The “New World”-land in the Americas

The “Old World”-Europe, Africa, and Asia

Columbian Exchange

• The Columbian Exchange is the exchange of

crops, goods, animals, diseases, and weapons

between Europe and the Americas after

Columbus’ voyage in 1492.

© Brain Wrinkles

• European explorers brought horses, pigs,

cattle, chickens, goats, donkeys, & sheep.

• The horse was the most important because they

were used for transportation, labor, and

hunting animals.

• Horses enabled Native Americans to travel long

distances for the first time

© Brain Wrinkles

• Europeans brought sugarcane, rice, wheat,

coffee, & grapes to the Americas .

• The Americas had maize (corn), tomatoes,

tobacco, cacao (chocolate), potatoes, and cotton

which were sent back to Europe.

• These new cash crops changed the New World

economically,

© Brain Wrinkles

• Europeans (unknowingly) introduced new

diseases to the Americas.

• Smallpox, measles, and influenza (flu) were the

most common.

• Natives had no immunities to European

diseases and died by the millions. © Brain Wrinkles

• Nearly all of the European diseases were communicable by air & touch.

Illness in Europe was considered to be the consequence of sin, so this was their thought of Native Americans dying of illness:

Indians, who were largely “heathen” or non-Christian were regarded as sinners and therefore subject to illness as a punishment.

© Brain Wrinkles

• The Native people were used for slave labor to benefit from the

new found riches to be had in the New World

• Europeans needed labor to cultivate (grow) all the new crops in

the Americas, but there weren’t many natives left because of

diseases.

• They began looking to Africa for a new labor source. (African

Slavery)

• New foods provided nutrition, helping people live longer.© Brain Wrinkles

• Spain and Portugal first used the slave labor of Indigenous (native people) from Latin America.

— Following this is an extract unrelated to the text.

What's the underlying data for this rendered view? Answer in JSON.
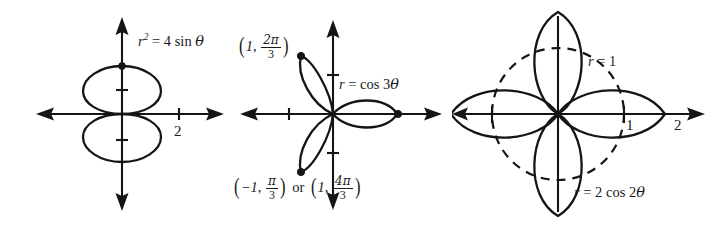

• Millions of indigenous people died (Smallpox, Measles, and the Flu)

• Spain and Portugal looked to Africa for a new slave labor.

Why People from Africa?

Why People from Africa?

Forced 12 – 15 million Africans to the Americas as slaves

Slaves were forced to live in small spaces with very little food and water.

Living conditions on the ships cost many Africans their lives.

Transatlantic Slave Trade

African Slave Ship Diagram(Wikimedia Commons

Transatlantic Slave Trade

Transatlantic Slave Trade

Africans who survived the voyage to the New World were forced into slavery for agricultural (farming) work on plantations.

Some were sent to work in gold, silver, and diamond mines in the Americas.

Slavery in the Americas

Intermarriage among Africans, Europeans, and Indigenous peoples gave rise to a new cultural identity in Latin America today.

Most people can trace their ancestry back to these cultural groups in Latin America

Culture Today

Many people in South America are descendants from slaves from over 500 years ago during the colonial periods of the New World.